Victorian Poetry 3301-ZLB108
The aim of the course is to provide the survey of the most known poetic works of the Victorian period. Apart from the issues that Victorian poetry frequently addressed the special focus will be placed on experiments with genres, innovative forms and types of prosody that enabled new kind of poetical voices to emerge, for instance an innovative kind of poem dramatic monologue or the bildungsroman-in-verse. Alongside the texts the following issues will also be discussed during the course: experimental form in Victorian poetry, the dramatic monologue, Victorian meters, Victorian poetry and historicism, Victorian poetry and science, Victorian poetry and religious diversity, The Victorian poetess, the poetry of Victorian masculinities, aesthetic and decadent poetry, Victorian poetry and patriotism, voices of authority - voices of subversion: poetry in the late nineteenth-century. The suggested course schedule:
1. The Victorian Poet: Poetics and Persona: Alfred Austen "The Poetry of the Period", Mary Ann Stodart "Female Writers: Thoughts on Their Proper Sphere."
2. Browning (1812-1889) "Fra Lippo Lippi", "The Bishop Orders His Tomb at Saint Praxed's Church".
3. Robert Browning "The Soliloquy of a Spanish Cloister", "Porphyria's Lover".
4. Alfred, Lord Tennyson (1809-1892) "The Lady of Shalott", "Ulysses".
5. Alfred, Lord Tennyson In Memoriam: 21, 34, 35, 95.
6. Gerard Manley Hopkins (1844-1889) "The Windhover," "Hurrahing in Harvest", "I Wake and Feel the Fell of Dark, Not Day".
7. Dante Gabriel Rossetti (1828-1882) "Jenny".
8. Matthew Arnold (1822-1888) Preface to Poems (1853), "Dover Beach", "To Marguerite - Continued".
9. Christina Rossetti (1830-1894) "The Goblin Market" (Coventry Patmore "The Angel in the House").
10. Elizabeth Barrett Browning (1806-1861) Aurora Leigh (from Book I The Feminine Education Of Aurora Leigh, from Book V Poets and the Present Age).
11. Augusta Webster (1837-1894) "A Castaway", "The Happiest Girl in the World".
12. Oscar Wilde (1854-1900) "The Ballad of Reading Gaol" (1898).
13. Emily Brontë "I am happiest when most away", Elizabeth Barrett Browning "Bertha in the Lane".
14. Test.
The final assessment will depend on attendance, active participation and the final test.
Type of course
Bibliography
Collins, T.J. and V.J. Rundle, eds., The Broadview Anthology of Victorian Poetry and Poetic Theory, Peterborough: Broadview Press, 1999.
Armstrong, I. And V. Blain, eds., Women's Poetry, Late Romantic to Late Victorian: Gender and Genre, 1830-1900, New York: St. Martin's Press, 1999.
Christ, Ch. T., Victorian and Modern Poetics, Chicago: University of Chicago Press, 1984.
Faas, E., Retreat into the Mind: Victorian Poetry and the Rise of Psychiatry, Princeton: Princeton University Press, 1995.
Leighton, A. Victorian Women Poets: A Critical Reader, Oxford: Basil Blackwell, 1996.
Mermin, D., The Audience in the Poem: Five Victorian Poets, New Brunswick: Rutgers University Press, 1983.
Psomiades, K. A., Beauty's Body: Femininity and Representation in British Aestheticism, Stanford: Stanford University Press, 1997.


**TASK ITEM**
Each line from the one containing "xyxy pixel coordinates" through the end of the records below must be repeated exactly, and no other line.

**DATA IN THIS EXERCISE**
-------

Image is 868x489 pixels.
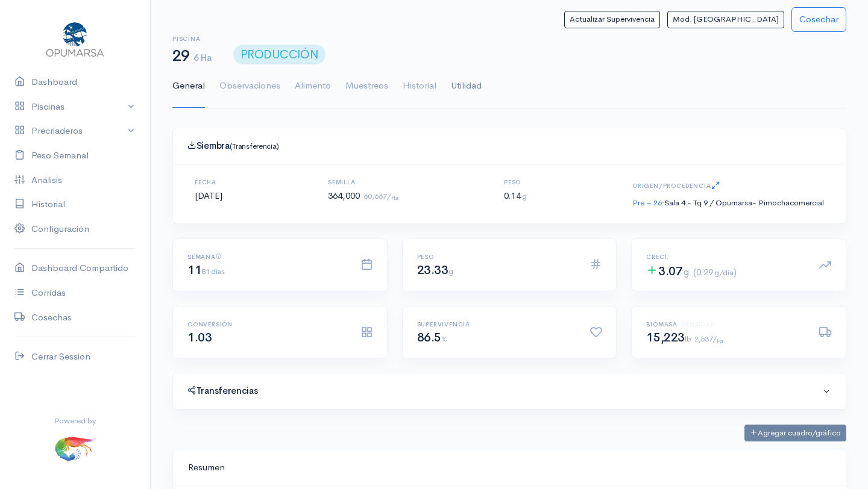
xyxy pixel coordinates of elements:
h6: Semana [188,253,346,260]
a: Observaciones [220,64,280,108]
small: lb [685,334,691,344]
button: Agregar cuadro/gráfico [745,425,846,442]
div: [DATE] [180,179,237,209]
input: Titulo [188,456,832,480]
small: g/dia [714,268,734,277]
img: Opumarsa [43,19,107,58]
a: Historial [403,64,437,108]
span: PRODUCCIÓN [233,45,326,64]
h6: Semilla [328,179,399,185]
small: (Transferencia) [230,141,280,151]
button: Actualizar Supervivencia [564,11,660,29]
h4: Siembra [188,140,832,151]
h6: Peso [417,253,576,260]
h6: Origen/Procedencia [632,179,824,194]
small: g [448,266,453,277]
span: Biomasa [646,320,677,329]
a: Alimento [295,64,331,108]
h6: Creci. [646,253,804,260]
span: 11 [188,263,224,277]
small: 81 dias [202,266,224,277]
h1: 29 [172,47,212,65]
div: 0.14 [489,179,541,209]
button: Cosechar [791,7,846,32]
a: Muestreos [345,64,388,108]
small: % [441,334,448,344]
div: 364,000 [313,179,413,209]
small: 60,667/ [364,191,399,201]
span: g [522,191,527,201]
span: Densidad [681,320,715,329]
h6: Conversión [188,321,346,328]
span: 23.33 [417,263,453,277]
a: Pre – 26: [632,198,664,208]
h4: Transferencias [188,385,822,396]
small: 2,537/ [694,334,724,344]
sub: Ha [717,338,724,345]
span: (0.29 ) [693,266,737,277]
a: General [172,64,205,108]
small: g [683,266,690,278]
span: 6 Ha [193,52,212,64]
h6: Supervivencia [417,321,576,328]
h6: Peso [504,179,527,185]
span: 15,223 [646,330,691,345]
span: 1.03 [188,330,212,345]
h6: Piscina [172,36,212,42]
span: 86.5 [417,330,448,345]
sub: Ha [391,195,399,201]
span: Sala 4 - Tq 9 / Opumarsa- Pimochacomercial [664,198,824,208]
span: 3.07 [646,263,690,279]
h6: Fecha [195,179,223,185]
img: ... [54,426,97,470]
button: Mod. [GEOGRAPHIC_DATA] [667,11,784,29]
a: Utilidad [451,64,482,108]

-------

**TASK RESULT**
xyxy pixel coordinates of elements:
h6: Semana [188,253,346,260]
a: Observaciones [220,64,280,108]
small: lb [685,334,691,344]
button: Agregar cuadro/gráfico [745,425,846,442]
div: [DATE] [180,179,237,209]
input: Titulo [188,456,832,480]
small: g/dia [714,268,734,277]
img: Opumarsa [43,19,107,58]
a: Historial [403,64,437,108]
span: PRODUCCIÓN [233,45,326,64]
h6: Semilla [328,179,399,185]
small: (Transferencia) [230,141,280,151]
button: Actualizar Supervivencia [564,11,660,29]
h4: Siembra [188,140,832,151]
h6: Peso [417,253,576,260]
h6: Origen/Procedencia [632,179,824,194]
small: g [448,266,453,277]
span: Biomasa [646,320,677,329]
a: Alimento [295,64,331,108]
h6: Creci. [646,253,804,260]
span: 11 [188,263,224,277]
small: 81 dias [202,266,224,277]
h1: 29 [172,47,212,65]
div: 0.14 [489,179,541,209]
button: Cosechar [791,7,846,32]
a: Muestreos [345,64,388,108]
small: % [441,334,448,344]
div: 364,000 [313,179,413,209]
small: 60,667/ [364,191,399,201]
span: g [522,191,527,201]
span: Densidad [681,320,715,329]
h6: Conversión [188,321,346,328]
span: 23.33 [417,263,453,277]
a: Pre – 26: [632,198,664,208]
h4: Transferencias [188,385,822,396]
small: 2,537/ [694,334,724,344]
sub: Ha [717,338,724,345]
span: (0.29 ) [693,266,737,277]
a: General [172,64,205,108]
small: g [683,266,690,278]
span: 6 Ha [193,52,212,64]
h6: Supervivencia [417,321,576,328]
h6: Peso [504,179,527,185]
span: 15,223 [646,330,691,345]
span: 1.03 [188,330,212,345]
h6: Piscina [172,36,212,42]
span: 86.5 [417,330,448,345]
sub: Ha [391,195,399,201]
span: Sala 4 - Tq 9 / Opumarsa- Pimochacomercial [664,198,824,208]
span: 3.07 [646,263,690,279]
h6: Fecha [195,179,223,185]
img: ... [54,426,97,470]
button: Mod. [GEOGRAPHIC_DATA] [667,11,784,29]
a: Utilidad [451,64,482,108]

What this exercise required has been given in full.